Fannie Mae & Freddie Mac (GSEs) FNMA / FMCC
The three reasons
- 1
Releasing GSEs from conservatorship could generate ~$300bn for taxpayers via Treasury warrants
- 2
Treasury's Senior Preferred has already been repaid with $25bn excess at 11.6% cash IRR
- 3
Fannie needs only ~$5bn IPO to exit by year-end 2026; Freddie ~$15bn one year later
Primary demands
- Release Fannie Mae and Freddie Mac from FHFA conservatorship
- Deem Treasury's Senior Preferred Stock fully repaid (already returned 11.6% IRR plus $25bn excess)
- Recapitalize via sequenced IPOs: Fannie ~$5bn by year-end 2026, Freddie ~$15bn by year-end 2027
- Treasury exercise its 79.9% common warrants and monetize over time for ~$300bn taxpayer profit
- Set capital requirements appropriate to credit-insurance business (not bank standards)
- Reject any conversion of Senior Preferred Stock into common equity
KPIs cited
Pattern membership
Where this document fits across the library's 12 rhetorical / structural patterns.
Notable slides (8)
Notes
Long-running Ackman/Pershing Square thesis on Fannie & Freddie (he has been long FNMA/FMCC since 2013); this 2025 deck is timed to the second Trump administration and explicitly frames the call-to-action around Trump (cover title 'The Art of the Deal'; closing slide quotes 'Deals are my art form'; full-page reproduction of Trump's Nov 2021 letter to Sen. Rand Paul). Tone is analytical/persuasive rather than adversarial — there is no corporate villain since the GSEs are in government conservatorship; the implicit antagonist is the status quo (and prior administrations who maintained conservatorship). Uses third-party authority quotes heavily for credibility (Greenspan, Buffett, Mortgage Bankers Association, Cato Institute, Craig Phillips, amicus briefs). Two targets in one deck (Fannie + Freddie) modeled separately. Capital bridge waterfalls (pp. 78, 80) and the $311bn warrant-monetization schedule (p. 96) are the analytical centerpieces. The peer-gap visualization for capital requirements (Banks vs. Reformed GSEs p. 51; PMIs vs. GSEs p. 53) is the clearest contrarian reframing — argues GSEs are over-capitalized under FHFA's rule. Document is watermarked '10XEBITDA.com' (a third-party redistribution site) but is unambiguously authored by Pershing Square.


> _TASK ITEM_
Keep the pictures out. Write out every line of the listing exactly.

> _EXTRACTED DATA_
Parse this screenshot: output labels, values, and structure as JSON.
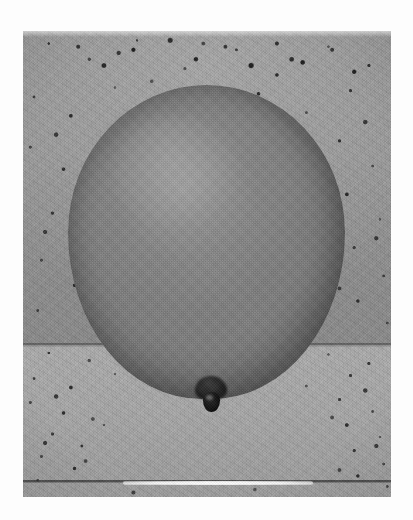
{
  "page": {
    "title": "Balloon Photograph",
    "canvas_width": 413,
    "canvas_height": 520,
    "background_color": "#fdfdfd",
    "media_type": "grayscale photograph"
  },
  "photo": {
    "name": "balloon-photograph",
    "alt_text": "Grayscale photograph of a large inflated balloon resting on a speckled terrazzo floor",
    "frame": {
      "left": 23,
      "top": 31,
      "width": 368,
      "height": 466
    },
    "is_grayscale": true,
    "tone_range": {
      "darkest": "#050505",
      "lightest": "#ffffff"
    }
  },
  "scene": {
    "background": {
      "name": "terrazzo-floor",
      "description": "speckled granite or terrazzo flooring with dark flecks",
      "upper_slab_color": "#a0a0a0",
      "lower_slab_color": "#a9a9a9",
      "fleck_color": "#1a1a1a",
      "fleck_density_upper": "high",
      "fleck_density_lower": "medium"
    },
    "joints": [
      {
        "name": "tile-joint-middle",
        "y": 345,
        "color": "#5f5f5f",
        "has_highlight": false
      },
      {
        "name": "tile-joint-lower",
        "y": 481,
        "color": "#464646",
        "has_highlight": true
      }
    ],
    "specular_highlight": {
      "name": "specular-streak",
      "description": "bright white reflected highlight along the lower tile joint",
      "color": "#ffffff",
      "x_start": 123,
      "x_end": 313,
      "y": 481
    }
  },
  "subject": {
    "name": "balloon",
    "shape": "oval egg-shaped inflated balloon",
    "body_color": "#7d7d7d",
    "edge_shadow_color": "#505050",
    "highlight_color": "#bebebe",
    "bounds": {
      "left": 68,
      "top": 85,
      "right": 345,
      "bottom": 398
    },
    "center_x": 206,
    "width": 277,
    "height": 314,
    "knot": {
      "name": "balloon-knot",
      "color": "#101010",
      "bounds": {
        "left": 193,
        "top": 376,
        "right": 229,
        "bottom": 416
      },
      "description": "dark tied knot protruding from the bottom of the balloon"
    }
  }
}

> _EXERCISE RESULT_
Parse this screenshot: output labels, values, and structure as JSON.
{
  "page": {
    "title": "Balloon Photograph",
    "canvas_width": 413,
    "canvas_height": 520,
    "background_color": "#fdfdfd",
    "media_type": "grayscale photograph"
  },
  "photo": {
    "name": "balloon-photograph",
    "alt_text": "Grayscale photograph of a large inflated balloon resting on a speckled terrazzo floor",
    "frame": {
      "left": 23,
      "top": 31,
      "width": 368,
      "height": 466
    },
    "is_grayscale": true,
    "tone_range": {
      "darkest": "#050505",
      "lightest": "#ffffff"
    }
  },
  "scene": {
    "background": {
      "name": "terrazzo-floor",
      "description": "speckled granite or terrazzo flooring with dark flecks",
      "upper_slab_color": "#a0a0a0",
      "lower_slab_color": "#a9a9a9",
      "fleck_color": "#1a1a1a",
      "fleck_density_upper": "high",
      "fleck_density_lower": "medium"
    },
    "joints": [
      {
        "name": "tile-joint-middle",
        "y": 345,
        "color": "#5f5f5f",
        "has_highlight": false
      },
      {
        "name": "tile-joint-lower",
        "y": 481,
        "color": "#464646",
        "has_highlight": true
      }
    ],
    "specular_highlight": {
      "name": "specular-streak",
      "description": "bright white reflected highlight along the lower tile joint",
      "color": "#ffffff",
      "x_start": 123,
      "x_end": 313,
      "y": 481
    }
  },
  "subject": {
    "name": "balloon",
    "shape": "oval egg-shaped inflated balloon",
    "body_color": "#7d7d7d",
    "edge_shadow_color": "#505050",
    "highlight_color": "#bebebe",
    "bounds": {
      "left": 68,
      "top": 85,
      "right": 345,
      "bottom": 398
    },
    "center_x": 206,
    "width": 277,
    "height": 314,
    "knot": {
      "name": "balloon-knot",
      "color": "#101010",
      "bounds": {
        "left": 193,
        "top": 376,
        "right": 229,
        "bottom": 416
      },
      "description": "dark tied knot protruding from the bottom of the balloon"
    }
  }
}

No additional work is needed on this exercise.